B'Elanna, Tom and Harry struggle to figure out why the computer simulation of reaching warp 10 causes the nacelles to tear off the shuttle, yet if the computer programming predicts this, the computer would be able to tell the crew why. It couldn't be a mystery.
Tom's mutation into an amphibian or reptilian creature starts off with an allergic reaction to water. It would be interesting to know how a water-resident creature can survive with a water allergy.

Character error

When Tom makes his first Warp 10 test flight in the shuttle, Tuvok announces his speed as Warp 9.9. He then states that the shuttle is exceeding Voyager's maximum speed; however, in the first episode of the series, Lt. Stadi establishes that Voyager has a maximum sustainable speed of Warp 9.975; therefore, at Warp 9.9, Voyager could easily keep up with Tom and the shuttle.
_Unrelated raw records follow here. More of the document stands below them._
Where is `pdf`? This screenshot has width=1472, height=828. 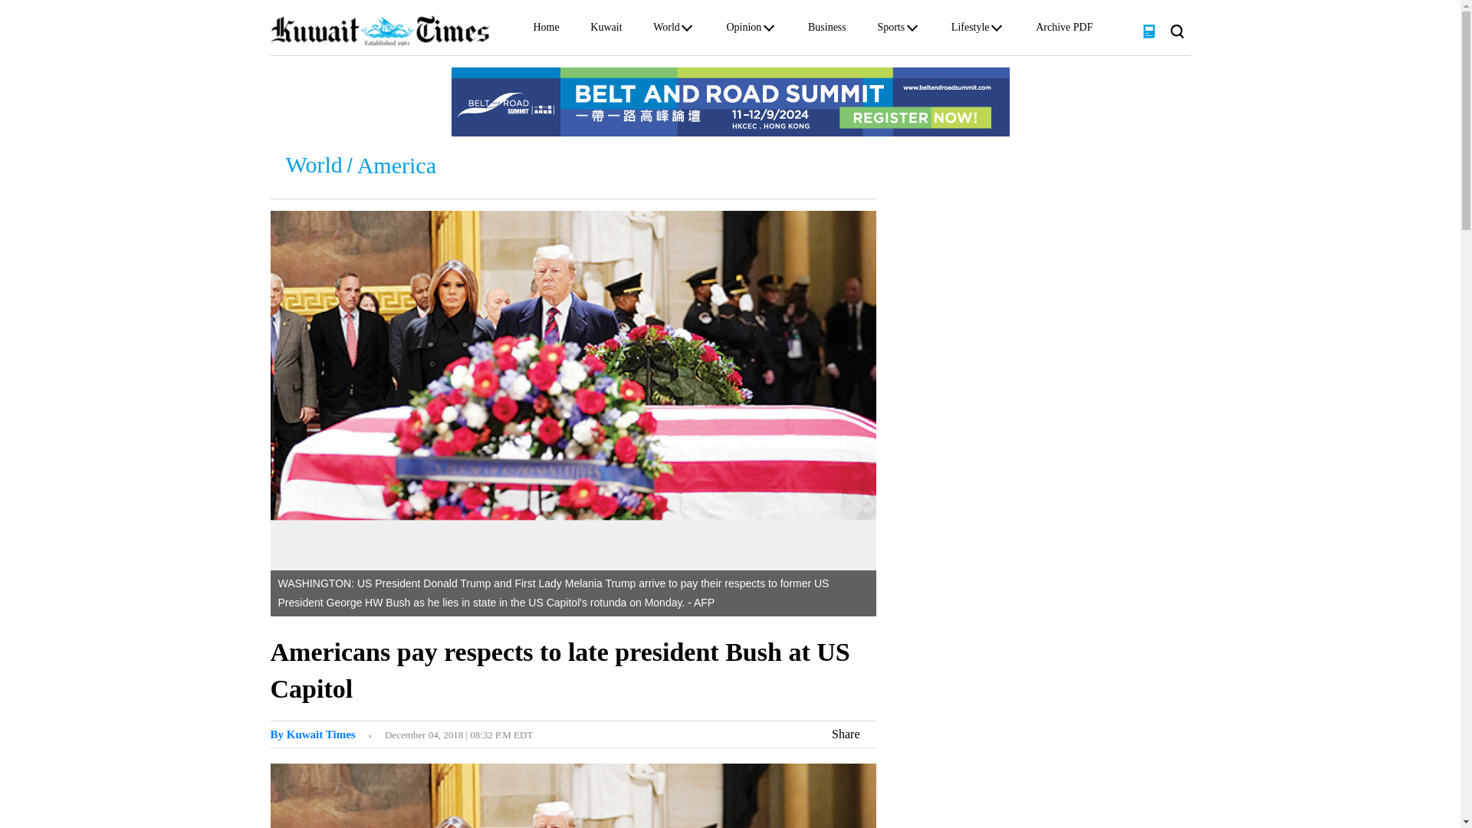 pdf is located at coordinates (1149, 30).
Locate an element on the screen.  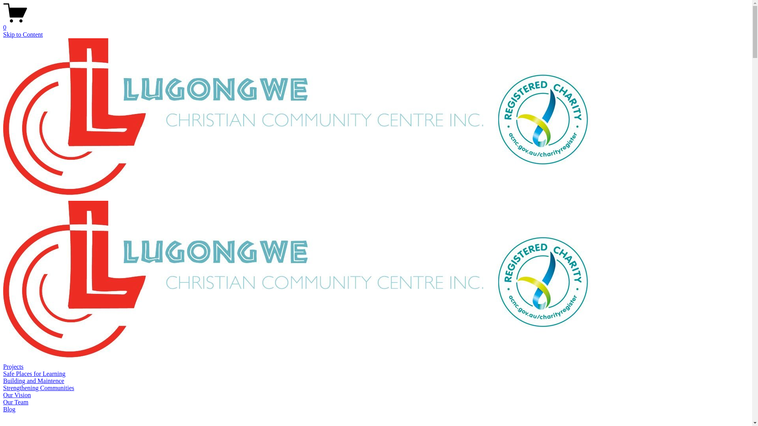
Safe Places for Learning is located at coordinates (34, 374).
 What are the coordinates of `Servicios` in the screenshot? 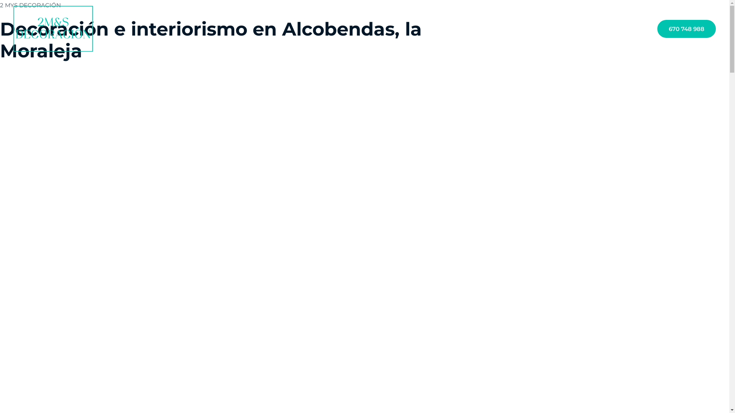 It's located at (594, 30).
When Tom collapses in the mess hall, Torres calls Sickbay for a medical team. There are no medical teams on Voyager. The medical staff consists of the Doctor and Kes, who, since she does not appear until Paris' mutation has progressed considerably, presumably is not on duty at the time.
Chakotay makes the decision to leave Paris and Janeway's amphibious offspring on the alien world. Many life forms, especially humans, are very helpless in their early development and dependent on their parents for protection and nourishment. Chakotay may very well have been condemning those children to death by leaving them behind. Federation ethos would seem to say that if one creates life, one has a duty of care to that life.
Tom Paris refers to the babies he and Janeway had as "alien offspring." The offspring are not alien, but an advanced form of human.